Cormac McCarthy and the ‘Reader Sublime’
It’s just over a year since the world of American letters lost one of its all-time greats. June 13th, 2024 was one year on from the death of Cormac McCarthy, whose work appeals to the serious reader because it habitually delivers them to that most uncomfortable of nexus where they are forced to consider their/our relationship with the horrors of history and the relentless drift of time. ‘Ooft,’ we might say in contemporary onomatopoeic parlance, a catch-all reaction to an emotional, mental, physical, economic or romantic punch in the solar plexus; in the case of reading McCarthy, a response to an encounter with a brand of literary sublime that leaves the reader momentarily inarticulate. I can still remember, in The Road (2005), being led to the remnants of a fire where the charred remains of an infant caused the boy in the story to turn away and sob into his father’s chest, “Oh Papa, Papa” (the only reaction available to him), a scene deemed too dark or distasteful for John Hillcote’s 2009 film, and yet a scene so crucial as a marker for humanity’s rapid slide from capitalist consumption into cannibalistic self-consumption.
This ‘ooft factor’ is stretched to a socio-historical-mathematical-cosmic configuration in McCarthy’s final sprawling two-part epic: The Passenger and Stella Maris (2022), in which two siblings’ tragedy is inextricably entangled with the twin nadirs of the twentieth century. “The forces which had ushered his troubled life into the tapestry,” thinks McCarthy’s central protagonist, “were those of Auschwitz and Hiroshima, the sister events that sealed forever the fate of the West.” To choose one or two quotes from McCarthy’s swan song magnum opus is reductive to say the least. However, the whole point of this brief communiqué and those that will follow is to do just that, share a great quote or two from a novel, poem, play, film or song and explore the greatness therein.
In his rendering of Bobby Western (whose name calls to mind a whole hemisphere of civilization), McCarthy creates an anti-hero caught between the dread poles of his incestuous love for his sister and his parents’ roles in the Manhattan Project, a homeless Odyssean/Oedipal wanderer struggling on self-destructively through the guilt of his Promethean family history and the memories of his unspeakable desire:
Here is a story. The last of all men who stands alone in the universe while it darkens about him. Who sorrows all things with a singular sorrow. Out of the pitiable and exhausted remnants of what was once his soul he’ll find nothing from which to craft the least thing god-like to guide him in these last of days.
(The Passenger, p. 418)
‘Ooft’ again, as the brain takes pause to unpack what McCarthy is saying. Once more in the realm of The Road, we’re forced to consider not just the horrors of the apocalypse but our part in the tragedy of humanity’s destruction of the living world and its own ability to describe it: “The sacred idiom shorn of its referents and so of its reality. Drawing down like something trying to preserve heat. In time to wink out forever” (The Road, 184). Who else (in the “sacred idiom” he laments) could so succinctly accomplish the confounding idea of the disappearance of things and thus the need for the words to label and classify them? Where The Road captured the apolalyptic zeitgeist of post 9/11 and America’s wars in Iraq and Afghanistan, The Passenger and Stella Maris are books of the older man, battling in the twilight and dying years to join the dots between the personal, historical, political and global anthropocentric forces of his time, playing (if you like) Walter Benjamin’s Angel of History, who moves (as we all do) irresistibly into the future, watching (as we all must) the wreckage of the past pile up, “unable to craft the least thing god-like” from the remnants, except, one might argue for McCarthy, the sublimity of the body of work he leaves behind.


> [WHAT NEEDS TO BE DONE]:
Check each line below for "towel" and report how many have it, nothing else.

※

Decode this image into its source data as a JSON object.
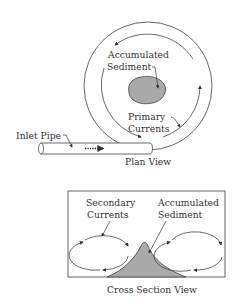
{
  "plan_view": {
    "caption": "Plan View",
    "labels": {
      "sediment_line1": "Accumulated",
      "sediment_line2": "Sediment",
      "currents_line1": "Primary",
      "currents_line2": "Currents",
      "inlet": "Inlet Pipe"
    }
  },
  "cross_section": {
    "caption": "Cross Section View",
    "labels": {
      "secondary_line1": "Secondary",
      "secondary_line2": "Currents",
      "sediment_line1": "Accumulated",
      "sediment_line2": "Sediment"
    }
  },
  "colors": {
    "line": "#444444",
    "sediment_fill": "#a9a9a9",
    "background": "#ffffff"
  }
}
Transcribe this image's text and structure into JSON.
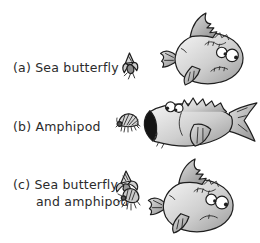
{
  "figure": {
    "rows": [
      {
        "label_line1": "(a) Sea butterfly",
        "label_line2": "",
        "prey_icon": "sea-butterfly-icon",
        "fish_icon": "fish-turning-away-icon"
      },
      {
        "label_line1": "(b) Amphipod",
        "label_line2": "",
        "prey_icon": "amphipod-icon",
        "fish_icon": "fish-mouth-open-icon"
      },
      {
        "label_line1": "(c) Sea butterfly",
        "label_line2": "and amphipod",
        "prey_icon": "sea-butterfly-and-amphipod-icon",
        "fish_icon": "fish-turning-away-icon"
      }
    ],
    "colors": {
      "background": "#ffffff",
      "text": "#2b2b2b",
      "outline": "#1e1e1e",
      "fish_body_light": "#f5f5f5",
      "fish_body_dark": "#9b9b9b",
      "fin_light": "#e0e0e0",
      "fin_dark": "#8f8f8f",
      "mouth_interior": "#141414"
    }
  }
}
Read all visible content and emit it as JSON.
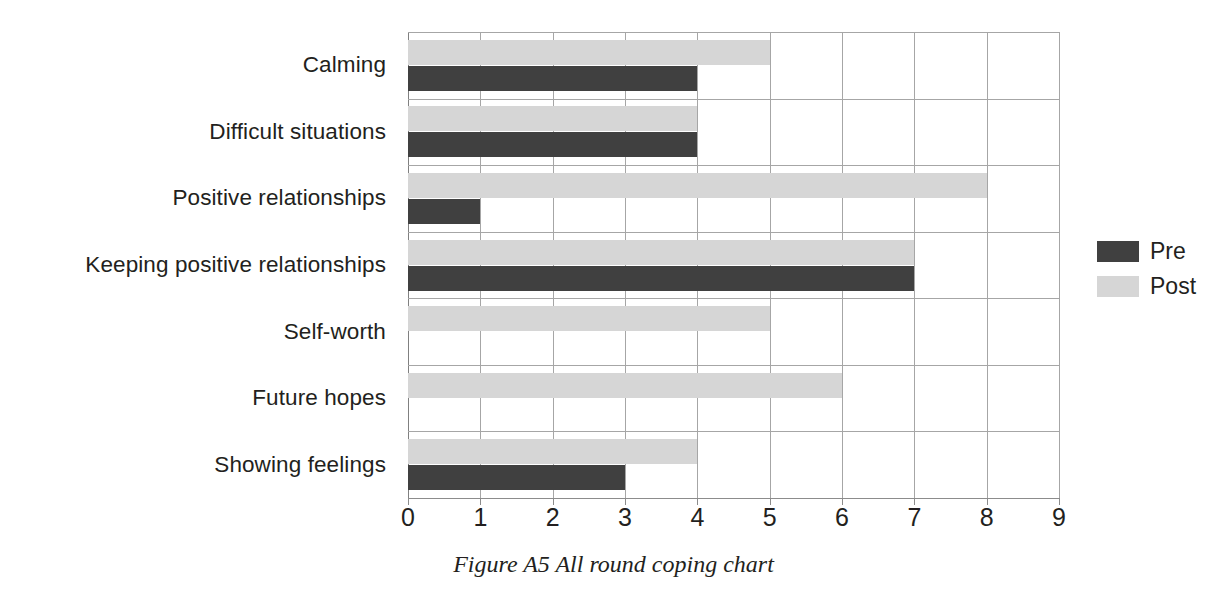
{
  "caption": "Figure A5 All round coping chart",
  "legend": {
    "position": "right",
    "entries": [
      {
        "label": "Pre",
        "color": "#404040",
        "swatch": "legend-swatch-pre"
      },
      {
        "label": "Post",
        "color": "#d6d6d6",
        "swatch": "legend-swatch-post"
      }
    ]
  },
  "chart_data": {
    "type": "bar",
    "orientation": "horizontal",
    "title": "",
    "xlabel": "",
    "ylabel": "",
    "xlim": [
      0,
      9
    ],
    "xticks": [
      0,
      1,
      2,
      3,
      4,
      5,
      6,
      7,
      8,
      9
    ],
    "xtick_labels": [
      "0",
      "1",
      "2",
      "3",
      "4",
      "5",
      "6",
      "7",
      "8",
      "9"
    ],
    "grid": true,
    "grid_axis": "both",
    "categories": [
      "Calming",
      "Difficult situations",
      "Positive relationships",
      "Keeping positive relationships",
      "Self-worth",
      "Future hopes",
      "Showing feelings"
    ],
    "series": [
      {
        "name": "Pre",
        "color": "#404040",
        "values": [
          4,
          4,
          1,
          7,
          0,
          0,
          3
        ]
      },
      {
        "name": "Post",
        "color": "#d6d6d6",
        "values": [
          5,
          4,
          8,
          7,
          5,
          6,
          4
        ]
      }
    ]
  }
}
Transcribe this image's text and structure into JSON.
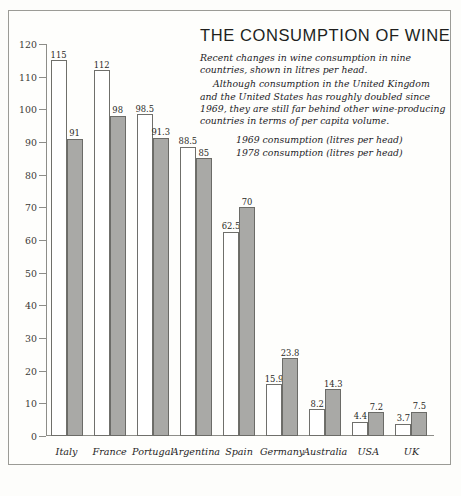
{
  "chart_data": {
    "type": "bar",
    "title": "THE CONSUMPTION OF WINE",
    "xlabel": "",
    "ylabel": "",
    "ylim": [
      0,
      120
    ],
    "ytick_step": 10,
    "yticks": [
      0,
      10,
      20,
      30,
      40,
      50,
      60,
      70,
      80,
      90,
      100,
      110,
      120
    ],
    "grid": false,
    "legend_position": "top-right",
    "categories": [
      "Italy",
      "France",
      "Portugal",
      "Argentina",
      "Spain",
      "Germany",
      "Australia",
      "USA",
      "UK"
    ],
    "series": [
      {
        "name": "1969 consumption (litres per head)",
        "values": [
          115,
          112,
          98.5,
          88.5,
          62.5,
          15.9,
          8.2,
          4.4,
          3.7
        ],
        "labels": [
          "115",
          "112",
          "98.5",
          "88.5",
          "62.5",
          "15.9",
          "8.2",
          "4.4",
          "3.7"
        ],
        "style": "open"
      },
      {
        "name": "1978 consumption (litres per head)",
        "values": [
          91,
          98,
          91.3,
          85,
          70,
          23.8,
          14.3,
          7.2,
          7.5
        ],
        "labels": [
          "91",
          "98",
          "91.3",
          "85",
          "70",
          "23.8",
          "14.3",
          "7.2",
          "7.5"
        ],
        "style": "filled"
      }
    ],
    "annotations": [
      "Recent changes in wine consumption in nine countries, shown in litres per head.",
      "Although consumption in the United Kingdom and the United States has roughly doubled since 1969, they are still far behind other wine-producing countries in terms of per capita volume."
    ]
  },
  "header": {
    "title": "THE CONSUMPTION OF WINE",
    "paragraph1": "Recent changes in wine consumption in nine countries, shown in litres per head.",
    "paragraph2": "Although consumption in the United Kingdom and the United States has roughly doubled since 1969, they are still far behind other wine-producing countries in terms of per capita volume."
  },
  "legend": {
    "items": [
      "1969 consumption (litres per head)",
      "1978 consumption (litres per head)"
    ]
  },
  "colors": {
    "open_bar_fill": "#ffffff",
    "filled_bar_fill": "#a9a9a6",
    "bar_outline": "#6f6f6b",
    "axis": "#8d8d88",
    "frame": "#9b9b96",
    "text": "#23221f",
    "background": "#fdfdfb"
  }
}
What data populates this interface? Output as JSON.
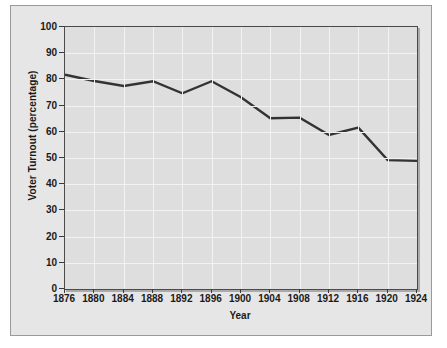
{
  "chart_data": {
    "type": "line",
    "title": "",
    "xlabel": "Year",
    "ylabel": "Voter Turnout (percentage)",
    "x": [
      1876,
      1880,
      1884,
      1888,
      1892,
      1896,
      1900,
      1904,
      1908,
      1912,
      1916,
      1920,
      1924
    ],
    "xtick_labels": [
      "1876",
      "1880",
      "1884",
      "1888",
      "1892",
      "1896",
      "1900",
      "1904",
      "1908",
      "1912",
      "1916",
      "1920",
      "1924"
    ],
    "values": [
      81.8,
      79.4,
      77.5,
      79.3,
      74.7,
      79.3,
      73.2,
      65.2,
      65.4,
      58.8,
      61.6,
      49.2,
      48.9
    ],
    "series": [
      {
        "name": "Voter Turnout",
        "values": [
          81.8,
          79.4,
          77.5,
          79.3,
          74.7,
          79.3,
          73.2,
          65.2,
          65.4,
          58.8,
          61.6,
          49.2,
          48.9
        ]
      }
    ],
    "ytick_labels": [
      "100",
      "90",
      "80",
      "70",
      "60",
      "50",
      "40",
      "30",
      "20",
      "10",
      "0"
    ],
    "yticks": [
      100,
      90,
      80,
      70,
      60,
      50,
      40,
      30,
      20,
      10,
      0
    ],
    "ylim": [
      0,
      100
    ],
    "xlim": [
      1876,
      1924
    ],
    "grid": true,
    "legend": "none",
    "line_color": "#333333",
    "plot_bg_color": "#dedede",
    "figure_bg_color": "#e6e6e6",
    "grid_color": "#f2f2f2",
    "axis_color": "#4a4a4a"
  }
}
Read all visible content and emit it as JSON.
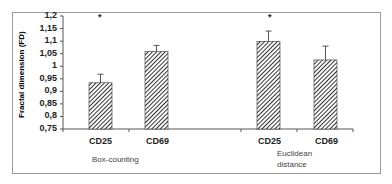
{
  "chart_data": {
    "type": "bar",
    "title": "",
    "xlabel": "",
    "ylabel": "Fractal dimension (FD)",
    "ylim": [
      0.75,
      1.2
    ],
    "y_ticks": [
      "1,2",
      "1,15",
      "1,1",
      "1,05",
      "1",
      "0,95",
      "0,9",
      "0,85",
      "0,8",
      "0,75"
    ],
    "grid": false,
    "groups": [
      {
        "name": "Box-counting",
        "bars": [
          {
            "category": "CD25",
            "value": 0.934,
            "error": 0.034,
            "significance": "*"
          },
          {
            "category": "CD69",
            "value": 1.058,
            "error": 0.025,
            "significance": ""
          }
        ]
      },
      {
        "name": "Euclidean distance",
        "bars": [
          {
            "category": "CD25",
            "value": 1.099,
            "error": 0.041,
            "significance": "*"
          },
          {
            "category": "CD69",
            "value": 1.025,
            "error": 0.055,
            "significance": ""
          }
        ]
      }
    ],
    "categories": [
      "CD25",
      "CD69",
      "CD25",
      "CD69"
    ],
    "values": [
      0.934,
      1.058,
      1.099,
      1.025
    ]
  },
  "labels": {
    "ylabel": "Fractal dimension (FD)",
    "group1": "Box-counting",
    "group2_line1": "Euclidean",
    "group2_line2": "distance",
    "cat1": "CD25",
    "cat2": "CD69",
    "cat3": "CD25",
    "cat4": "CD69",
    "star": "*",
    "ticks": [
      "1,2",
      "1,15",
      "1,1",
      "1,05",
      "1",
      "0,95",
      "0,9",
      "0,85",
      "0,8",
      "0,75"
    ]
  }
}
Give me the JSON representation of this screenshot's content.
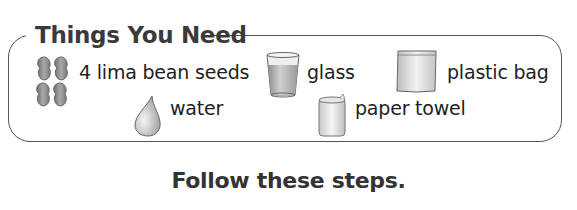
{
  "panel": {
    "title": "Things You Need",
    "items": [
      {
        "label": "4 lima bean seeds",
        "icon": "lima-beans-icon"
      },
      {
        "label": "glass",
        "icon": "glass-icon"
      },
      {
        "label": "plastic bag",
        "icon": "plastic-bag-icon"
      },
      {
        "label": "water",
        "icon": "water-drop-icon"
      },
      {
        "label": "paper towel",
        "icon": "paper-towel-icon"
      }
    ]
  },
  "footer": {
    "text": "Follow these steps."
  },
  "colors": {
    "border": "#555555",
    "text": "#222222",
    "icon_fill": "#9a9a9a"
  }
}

※

> [EXPECTED OUTPUT]:
2